What has your degree program done for you lately?
Here’s a novel idea: What if institutions of higher learning decided to measure what their students learn and how that learning translates into career success, and then make that data widely available, so that potential students can assess which programs are the best-suited to help them achieve their career goals?
Here’s what’s even more novel: Someone is actually doing this.
In an article by Dan Carnevale in the Chronicle of Higher Education’s Today’s News (10.23.07)*, it was reported that a group of 10 institutions that mainly provide distance education for adults, including Capella and Kaplan, have formed an organization called the Presidents’ Forum. The Forum’s goal is to measure, program by program, what students are learning, what professional skills each institution’s programs provide, and what levels of career success are reached by programs’ graduates. The data will be used to generate widely disseminated reports, starting in 2009.

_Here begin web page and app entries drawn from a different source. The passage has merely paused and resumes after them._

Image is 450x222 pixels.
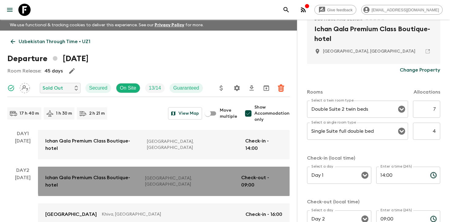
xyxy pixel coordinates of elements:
[323,48,415,54] p: Tashkent, Uzbekistan
[245,211,282,218] p: Check-in - 16:00
[368,8,442,12] span: [EMAIL_ADDRESS][DOMAIN_NAME]
[275,82,287,94] button: Delete
[311,120,356,125] label: Select a single room type
[38,167,289,196] a: Ichan Qala Premium Class Boutique-hotel[GEOGRAPHIC_DATA], [GEOGRAPHIC_DATA]Check-out - 09:00
[311,208,333,213] label: Select a day
[44,67,63,75] p: 45 days
[241,174,282,189] p: Check-out - 09:00
[314,24,433,44] h2: Ichan Qala Premium Class Boutique-hotel
[427,169,439,181] button: Choose time, selected time is 2:00 PM
[260,82,272,94] button: Archive (Completed, Cancelled or Unsynced Departures only)
[147,139,240,151] p: [GEOGRAPHIC_DATA], [GEOGRAPHIC_DATA]
[168,107,202,120] button: View Map
[89,84,107,92] p: Secured
[220,107,237,120] span: Move multiple
[7,20,206,31] p: We use functional & tracking cookies to deliver this experience. See our for more.
[380,164,412,169] label: Enter a time (24h)
[311,164,333,169] label: Select a day
[7,167,38,174] p: Day 2
[173,84,199,92] p: Guaranteed
[120,84,136,92] p: On Site
[38,130,289,159] a: Ichan Qala Premium Class Boutique-hotel[GEOGRAPHIC_DATA], [GEOGRAPHIC_DATA]Check-in - 14:00
[149,84,161,92] p: 13 / 14
[311,98,353,103] label: Select a twin room type
[254,104,289,123] span: Show Accommodation only
[314,5,356,15] a: Give feedback
[376,167,425,184] input: hh:mm
[397,105,406,114] button: Open
[231,82,243,94] button: Settings
[20,85,30,90] span: Assign pack leader
[413,88,440,96] p: Allocations
[45,174,140,189] p: Ichan Qala Premium Class Boutique-hotel
[43,84,63,92] p: Sold Out
[400,66,440,74] p: Change Property
[397,127,406,136] button: Open
[215,82,227,94] button: Update Price, Early Bird Discount and Costs
[19,38,90,45] p: Uzbekistan Through Time • UZ1
[45,137,142,152] p: Ichan Qala Premium Class Boutique-hotel
[307,198,440,206] p: Check-out (local time)
[245,82,258,94] button: Download CSV
[145,83,165,93] div: Trip Fill
[20,110,39,117] p: 17 h 40 m
[56,110,72,117] p: 1 h 30 m
[245,137,282,152] p: Check-in - 14:00
[307,88,323,96] p: Rooms
[324,8,356,12] span: Give feedback
[7,35,94,48] a: Uzbekistan Through Time • UZ1
[45,211,97,218] p: [GEOGRAPHIC_DATA]
[89,110,105,117] p: 2 h 21 m
[155,23,184,27] a: Privacy Policy
[7,67,41,75] p: Room Release:
[380,208,412,213] label: Enter a time (24h)
[280,4,292,16] button: search adventures
[145,175,236,188] p: [GEOGRAPHIC_DATA], [GEOGRAPHIC_DATA]
[7,53,88,65] h1: Departure [DATE]
[360,171,369,180] button: Open
[116,83,140,93] div: On Site
[102,211,241,218] p: Khiva, [GEOGRAPHIC_DATA]
[85,83,111,93] div: Secured
[400,64,440,76] button: Change Property
[15,137,31,159] div: [DATE]
[307,155,440,162] p: Check-in (local time)
[7,84,15,92] svg: Synced Successfully
[7,130,38,137] p: Day 1
[361,5,443,15] div: [EMAIL_ADDRESS][DOMAIN_NAME]
[4,4,16,16] button: menu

The common sense, student-oriented approach taken by the Presidents’ Forum is a sensible, stand-up affirmation of what institutions should be doing to ensure that they are providing quality education that meets the goals, needs, and expectations of its stakeholders.

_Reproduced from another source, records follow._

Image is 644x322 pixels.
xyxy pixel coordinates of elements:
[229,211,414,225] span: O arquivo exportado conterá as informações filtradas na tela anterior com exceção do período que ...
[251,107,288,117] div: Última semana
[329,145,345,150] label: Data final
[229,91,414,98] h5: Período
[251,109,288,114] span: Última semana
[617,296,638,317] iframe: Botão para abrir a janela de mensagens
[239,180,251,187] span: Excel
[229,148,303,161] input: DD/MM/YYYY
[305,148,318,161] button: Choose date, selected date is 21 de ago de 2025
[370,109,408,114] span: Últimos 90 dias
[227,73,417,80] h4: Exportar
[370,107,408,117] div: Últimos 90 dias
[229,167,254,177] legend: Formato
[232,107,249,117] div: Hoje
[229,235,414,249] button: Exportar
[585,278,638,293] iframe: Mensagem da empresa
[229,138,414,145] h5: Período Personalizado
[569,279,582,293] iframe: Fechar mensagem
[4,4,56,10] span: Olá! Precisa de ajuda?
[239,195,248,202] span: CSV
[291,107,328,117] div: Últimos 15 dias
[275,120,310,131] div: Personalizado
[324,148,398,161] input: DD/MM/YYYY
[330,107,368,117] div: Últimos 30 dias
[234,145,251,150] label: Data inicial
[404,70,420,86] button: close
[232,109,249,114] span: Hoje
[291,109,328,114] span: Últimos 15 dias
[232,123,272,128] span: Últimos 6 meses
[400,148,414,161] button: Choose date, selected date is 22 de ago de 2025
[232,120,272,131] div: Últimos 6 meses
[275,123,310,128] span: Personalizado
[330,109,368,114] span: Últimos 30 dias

Research universities should take note of this note-worthy step and walk into the sunshine with the online institutions in the Presidents’ Forum, instead of continuing their general practices of institutional research. These outdated practices dance around the accountability issue and don’t tell students what they want to know—how will you educate me and what might my future hold as a result of what I learn?
*Note that this link will only work if you are a Chronicle subscriber. If you are not, try this link, which should have a shelf-life of 5 days after this post appears.